Happy Fourth of July everyone. I chose a pretty much all American film to watch last night, Twin Peaks: Fire Walk with Me. I actually just finished watching through the first two seasons of the series again and I'm looking forward to starting season three again next week. It's funny how the show that seemed so much about sweaters and misty, evergreen forests basically became an ideal summer series in its third season. But time had long since changed David Lynch from a director of small town Americana of the north to one who passionately loves desert landscapes and towns.
I wonder if all small towns are somewhat like Twin Peaks, not just American towns. It's not that the cheerful, graciously communal layer is an empty veneer but it seems inevitable that there would be a dark flipside to it as the leverage petty and competitive people apply to the secrets of their co-inhabitants mingles with the restlessless of dwelling within the scope of the small town. Would Nadine have gone mad in a big city where she might have been forced to meet an alternative to Ed? Certainly Ed and Norma wouldn't have to work so hard to keep their relationship secret. Would it be so easy for Leo to abuse Shelly in a densely populated neighbourhood? Obviously domestic abuse still occurs in cities but that Sherlock Holmes quote that comes to me so often comes to me again:
The pressure of public opinion can do in the town what the law cannot accomplish. There is no lane so vile that the scream of a tortured child, or the thud of a drunkard’s blow, does not beget sympathy and indignation among the neighbours, and then the whole machinery of justice is ever so close that a word of complaint can set it going, and there is but a step between the crime and the dock. But look at these lonely houses, each in its own fields, filled for the most part with poor ignorant folk who know little of the law. Think of the deeds of hellish cruelty, the hidden wickedness which may go on, year in, year out, in such places, and none the wiser.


Problem statement:
Count the lines below that contain the word "Details", and report only that number.

==*==

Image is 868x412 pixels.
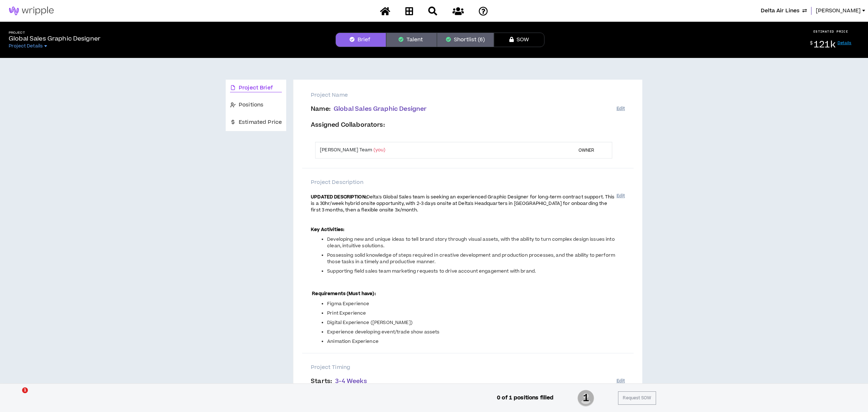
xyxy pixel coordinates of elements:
p: Name : [310,106,616,113]
span: 3-4 Weeks [335,376,367,385]
p: Starts : [310,378,616,384]
span: Delta's Global Sales team is seeking an experienced Graphic Designer for long-term contract suppo... [310,193,614,213]
strong: Requirements (Must have): [312,290,376,296]
td: [PERSON_NAME] Team [316,142,569,158]
span: (you) [373,147,386,153]
span: Project Brief [239,84,273,92]
p: Project Description [310,178,625,186]
button: Talent [386,32,437,47]
sup: $ [810,40,812,47]
p: Project Name [310,91,625,99]
button: Shortlist (6) [437,32,493,47]
p: ESTIMATED PRICE [813,30,848,34]
span: 1 [22,387,28,393]
iframe: Intercom live chat [7,387,24,404]
p: 0 of 1 positions filled [497,393,553,401]
p: Project Timing [310,363,625,371]
span: Animation Experience [327,338,378,344]
strong: Key Activities: [310,226,344,233]
strong: UPDATED DESCRIPTION: [310,193,367,200]
span: 1 [577,389,594,407]
p: Assigned Collaborators : [310,122,616,128]
span: Figma Experience [327,300,369,306]
span: Digital Experience ([PERSON_NAME]) [327,319,412,325]
span: Developing new and unique ideas to tell brand story through visual assets, with the ability to tu... [327,236,614,249]
button: Delta Air Lines [760,7,806,15]
span: Experience developing event/trade show assets [327,329,439,335]
span: Supporting field sales team marketing requests to drive account engagement with brand. [327,268,535,274]
a: Details [838,40,851,46]
span: 121k [813,39,835,51]
button: Edit [616,190,625,202]
span: Possessing solid knowledge of steps required in creative development and production processes, an... [327,252,615,265]
span: [PERSON_NAME] [815,7,860,15]
button: Brief [335,32,386,47]
h5: Project [9,30,100,35]
span: Estimated Price [239,118,282,126]
span: Project Details [9,43,43,49]
span: Print Experience [327,310,366,316]
button: SOW [493,32,544,47]
p: Global Sales Graphic Designer [9,34,100,43]
button: Request SOW [618,391,655,404]
button: Edit [616,374,625,387]
span: Positions [239,101,264,109]
span: Global Sales Graphic Designer [334,105,427,113]
button: Edit [616,103,625,115]
span: Delta Air Lines [760,7,799,15]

==*==

Exercise answer:
2